Saved entries
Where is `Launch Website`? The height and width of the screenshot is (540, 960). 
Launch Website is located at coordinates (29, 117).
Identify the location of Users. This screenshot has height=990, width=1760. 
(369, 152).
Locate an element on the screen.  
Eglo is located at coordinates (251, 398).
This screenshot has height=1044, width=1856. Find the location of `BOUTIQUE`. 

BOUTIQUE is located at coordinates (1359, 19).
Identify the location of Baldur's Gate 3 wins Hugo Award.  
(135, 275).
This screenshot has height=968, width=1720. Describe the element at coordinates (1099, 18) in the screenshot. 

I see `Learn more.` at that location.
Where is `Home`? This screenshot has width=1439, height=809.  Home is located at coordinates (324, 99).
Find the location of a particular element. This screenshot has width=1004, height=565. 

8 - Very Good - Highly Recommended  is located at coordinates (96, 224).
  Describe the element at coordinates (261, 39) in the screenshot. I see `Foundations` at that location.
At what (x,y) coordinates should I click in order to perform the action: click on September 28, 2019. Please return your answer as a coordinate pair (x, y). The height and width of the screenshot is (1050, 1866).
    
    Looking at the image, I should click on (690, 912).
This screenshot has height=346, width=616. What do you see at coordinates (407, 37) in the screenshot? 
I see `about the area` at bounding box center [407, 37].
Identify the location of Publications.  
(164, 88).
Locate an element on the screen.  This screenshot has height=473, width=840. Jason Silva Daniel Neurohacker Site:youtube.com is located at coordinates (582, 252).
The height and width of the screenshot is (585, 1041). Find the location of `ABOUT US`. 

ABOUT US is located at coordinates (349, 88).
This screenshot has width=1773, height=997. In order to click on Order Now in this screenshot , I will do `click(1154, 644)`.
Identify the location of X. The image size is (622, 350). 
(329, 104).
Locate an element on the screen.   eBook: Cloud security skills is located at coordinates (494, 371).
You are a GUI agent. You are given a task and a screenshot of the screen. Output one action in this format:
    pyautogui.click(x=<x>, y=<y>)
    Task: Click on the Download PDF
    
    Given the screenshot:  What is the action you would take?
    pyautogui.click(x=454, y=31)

# What to do
The entries above should be set down again exactly as they appear.

# Answer box
Where is `Launch Website`? The height and width of the screenshot is (540, 960). 
Launch Website is located at coordinates (29, 117).
Identify the location of Users. This screenshot has height=990, width=1760. 
(369, 152).
Locate an element on the screen.  
Eglo is located at coordinates (251, 398).
This screenshot has height=1044, width=1856. Find the location of `BOUTIQUE`. 

BOUTIQUE is located at coordinates (1359, 19).
Identify the location of Baldur's Gate 3 wins Hugo Award.  
(135, 275).
This screenshot has height=968, width=1720. Describe the element at coordinates (1099, 18) in the screenshot. 

I see `Learn more.` at that location.
Where is `Home`? This screenshot has width=1439, height=809.  Home is located at coordinates (324, 99).
Find the location of a particular element. This screenshot has width=1004, height=565. 

8 - Very Good - Highly Recommended  is located at coordinates (96, 224).
  Describe the element at coordinates (261, 39) in the screenshot. I see `Foundations` at that location.
At what (x,y) coordinates should I click in order to perform the action: click on September 28, 2019. Please return your answer as a coordinate pair (x, y). The height and width of the screenshot is (1050, 1866).
    
    Looking at the image, I should click on (690, 912).
This screenshot has height=346, width=616. What do you see at coordinates (407, 37) in the screenshot? 
I see `about the area` at bounding box center [407, 37].
Identify the location of Publications.  
(164, 88).
Locate an element on the screen.  This screenshot has height=473, width=840. Jason Silva Daniel Neurohacker Site:youtube.com is located at coordinates (582, 252).
The height and width of the screenshot is (585, 1041). Find the location of `ABOUT US`. 

ABOUT US is located at coordinates (349, 88).
This screenshot has width=1773, height=997. In order to click on Order Now in this screenshot , I will do `click(1154, 644)`.
Identify the location of X. The image size is (622, 350). 
(329, 104).
Locate an element on the screen.   eBook: Cloud security skills is located at coordinates (494, 371).
You are a GUI agent. You are given a task and a screenshot of the screen. Output one action in this format:
    pyautogui.click(x=<x>, y=<y>)
    Task: Click on the Download PDF
    
    Given the screenshot:  What is the action you would take?
    pyautogui.click(x=454, y=31)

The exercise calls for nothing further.